BOOGIE NIGHTS A film review by Andrew Hicks Copyright 1997 Andrew Hicks / Fatboy Productions
(1997) ***1/2 (out of four)
BOOGIE NIGHTS is a movie that mixes two of my favorite things -- Marky Mark and pornography. I'm being sarcastic, of course.
Like PULP FICTION, this is an intelligent epic of the tasteless, a movie that makes sweeping points about our society and has likeable people doing reprehensible things. Written and directed by Paul Thomas Anderson, BOOGIE NIGHTS forgoes the gynecology and eroticism in painting sex as cold, emotionless and mainly just a commodity, and its success is finding the humor of '70s porn business as well as the sadness.
In that sense, it's like THE PEOPLE VS. LARRY FLINT, alternating between being fascinating and funny in its realistic portrayal of the motivations of pornographers and focusing on the empty lives of those who make their living this way. Its main actors, Mark Wahlberg and Burt Reynolds, are two people I'd never thought I'd praise, but they do great work in BOOGIE NIGHTS, as do the people you'd expect to kick ass, like Julianne Moore, Don Cheadle (from ROSEWOOD) and William H. Macy.
The story begins in 1977, as 17-year-old Wahlberg is washing dishes in a nightclub populated by an adult filmmaker (Burt Reynolds, in perhaps his most disgusting hairpiece yet). Reynolds likes what he sees in young Wahlberg -- youth, muscle tone, a 13-inch penis -- and entices him back to his den of sin, where Wahlberg gets it on with fellow high school student Rollergirl (Heather Graham), who never removes her roller skates. After a pool party, Wahlberg agrees to join the porn star family under the name Dirk Diggler.
It's in these early scenes that we meet the other family members. There's Moore, a single mother who has been denied custody of her children because she's, well, a coke whore, acting as surrogate mother and sex partner to the other porn stars instead. Cheadle is a second-string actor hoping to make it big in the world of stereo sales, Macy is one of the crew and can't seem to keep his wife (real-life porno queen Nina Hartley) from humping everything in sight and John C. Reilly is Wahlberg's best friend and a damn good porn actor in his own right.
In about 150 minutes, BOOGIE NIGHTS covers five years in the pornography industry, from the rise and fall of Dirk Diggler to the decline of porn as an art form. That's the funniest thing about this movie, the conviction held by all the characters that they're making something significant. The Reynolds character's main goal is to make a XXX-rated movie that is so good that its customers stay in the theater long after sticky-ing up the floor and Dirk helps him out by making some hilarious action hero porno flicks.
BOOGIE NIGHTS, like LARRY FLINT, humanizes something most people don't think of as very worthy of epic treatment. A lot of its middle scenes, the ones involving Dirk's brief recording career and the imminent arrival of videotape as the medium for porno, are amusing, but the closing scenes pack a punch. This is the kind of movie that makes you laugh, (maybe) makes you cry and makes you sit in shock. It's frank without being graphic, emotional without being melodramatic and funny without being unbelievable.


Starting at the first entry, print everything through the last exactly.
#####
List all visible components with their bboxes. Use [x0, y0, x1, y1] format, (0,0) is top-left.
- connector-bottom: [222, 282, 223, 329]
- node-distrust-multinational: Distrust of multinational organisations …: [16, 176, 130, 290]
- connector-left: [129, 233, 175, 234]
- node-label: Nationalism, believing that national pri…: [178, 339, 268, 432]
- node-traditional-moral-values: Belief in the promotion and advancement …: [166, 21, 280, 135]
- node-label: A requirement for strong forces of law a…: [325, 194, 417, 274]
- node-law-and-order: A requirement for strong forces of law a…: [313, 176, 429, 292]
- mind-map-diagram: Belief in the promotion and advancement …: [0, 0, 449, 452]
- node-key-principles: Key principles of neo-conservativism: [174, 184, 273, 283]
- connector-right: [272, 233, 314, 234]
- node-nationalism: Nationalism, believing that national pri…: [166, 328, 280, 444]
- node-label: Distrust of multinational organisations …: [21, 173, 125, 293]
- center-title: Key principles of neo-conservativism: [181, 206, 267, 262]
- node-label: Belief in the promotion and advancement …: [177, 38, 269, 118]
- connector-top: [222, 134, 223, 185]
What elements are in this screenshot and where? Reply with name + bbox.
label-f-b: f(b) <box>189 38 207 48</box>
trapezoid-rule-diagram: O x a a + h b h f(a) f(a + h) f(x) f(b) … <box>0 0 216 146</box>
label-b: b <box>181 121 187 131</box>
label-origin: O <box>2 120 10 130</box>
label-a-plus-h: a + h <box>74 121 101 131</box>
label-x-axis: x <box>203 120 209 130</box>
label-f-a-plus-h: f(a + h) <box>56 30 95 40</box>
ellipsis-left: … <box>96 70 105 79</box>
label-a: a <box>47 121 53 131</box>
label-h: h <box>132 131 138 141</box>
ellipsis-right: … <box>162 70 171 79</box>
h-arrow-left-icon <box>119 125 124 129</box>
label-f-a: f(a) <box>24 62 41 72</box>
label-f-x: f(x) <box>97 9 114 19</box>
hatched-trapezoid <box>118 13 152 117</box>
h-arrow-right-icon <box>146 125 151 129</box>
#####
▶ **TASK RESPONSE**:
List all visible components with their bboxes. Use [x0, y0, x1, y1] format, (0,0) is top-left.
- connector-bottom: [222, 282, 223, 329]
- node-distrust-multinational: Distrust of multinational organisations …: [16, 176, 130, 290]
- connector-left: [129, 233, 175, 234]
- node-label: Nationalism, believing that national pri…: [178, 339, 268, 432]
- node-traditional-moral-values: Belief in the promotion and advancement …: [166, 21, 280, 135]
- node-label: A requirement for strong forces of law a…: [325, 194, 417, 274]
- node-law-and-order: A requirement for strong forces of law a…: [313, 176, 429, 292]
- mind-map-diagram: Belief in the promotion and advancement …: [0, 0, 449, 452]
- node-key-principles: Key principles of neo-conservativism: [174, 184, 273, 283]
- connector-right: [272, 233, 314, 234]
- node-nationalism: Nationalism, believing that national pri…: [166, 328, 280, 444]
- node-label: Distrust of multinational organisations …: [21, 173, 125, 293]
- center-title: Key principles of neo-conservativism: [181, 206, 267, 262]
- node-label: Belief in the promotion and advancement …: [177, 38, 269, 118]
- connector-top: [222, 134, 223, 185]
What elements are in this screenshot and where? Reply with name + bbox.
label-f-b: f(b) <box>189 38 207 48</box>
trapezoid-rule-diagram: O x a a + h b h f(a) f(a + h) f(x) f(b) … <box>0 0 216 146</box>
label-b: b <box>181 121 187 131</box>
label-origin: O <box>2 120 10 130</box>
label-a-plus-h: a + h <box>74 121 101 131</box>
label-x-axis: x <box>203 120 209 130</box>
label-f-a-plus-h: f(a + h) <box>56 30 95 40</box>
ellipsis-left: … <box>96 70 105 79</box>
label-a: a <box>47 121 53 131</box>
label-h: h <box>132 131 138 141</box>
ellipsis-right: … <box>162 70 171 79</box>
h-arrow-left-icon <box>119 125 124 129</box>
label-f-a: f(a) <box>24 62 41 72</box>
label-f-x: f(x) <box>97 9 114 19</box>
hatched-trapezoid <box>118 13 152 117</box>
h-arrow-right-icon <box>146 125 151 129</box>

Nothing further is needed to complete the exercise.